Representative Rogers and Rep. Dutch Ruppersberger of Maryland, the top Democrat on the House intelligence committee, joined a group of lawmakers meeting with President Obama Thursday on the issue.

"The latest in the parade of classified leaks published today is without context and provides a completely inaccurate picture of the program," the two congressmen said in a joint statement.

Officials have also noted the program's success at finding terrorists. One of the new leaked documents, the 32-slide presentation, asserts that by 2008, 300 terrorists had been captured using intelligence from Xkeyscore.

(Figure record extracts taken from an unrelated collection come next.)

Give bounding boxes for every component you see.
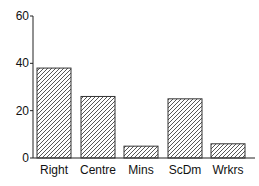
bars — [37, 68, 245, 158]
x-tick-label: Wrkrs — [212, 163, 243, 177]
y-tick-label: 40 — [16, 56, 30, 70]
y-tick-label: 60 — [16, 9, 30, 23]
x-tick-label: ScDm — [169, 163, 202, 177]
y-tick-label: 20 — [16, 104, 30, 118]
bar-mins — [124, 146, 158, 158]
bar-centre — [81, 96, 115, 158]
bar-scdm — [168, 99, 202, 158]
y-tick-label: 0 — [22, 151, 29, 165]
x-axis-labels: RightCentreMinsScDmWrkrs — [40, 163, 244, 177]
x-tick-label: Centre — [80, 163, 116, 177]
bar-wrkrs — [211, 144, 245, 158]
x-tick-label: Mins — [128, 163, 153, 177]
bar-right — [37, 68, 71, 158]
bar-chart: 0204060 RightCentreMinsScDmWrkrs — [0, 0, 259, 186]
x-tick-label: Right — [40, 163, 69, 177]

Still, the NSA and its backers in Washington remain under fire, with polls showing public concern over the surveillance programs growing. But to other experts who have been watching surveillance trends, the idea of global surveillance by the US and others is nothing new – even if it has now reached worrying levels, with the leaked documents showing Xkeyscore sitting alongside other programs with operational code names like Marina, Pinwale, Trafficthief, about which little is known.

“Nothing I’ve seen so far that Edward Snowden has released is a surprise for people that work in the industry, even though I am concerned about it,” says Jonathan Logan, a network security consultant who co-authored a 2009 study on global digital espionage. “The good thing about this [Snowden] release is that we finally can point to an outside source confirming what we’ve been saying for the last 15 years.”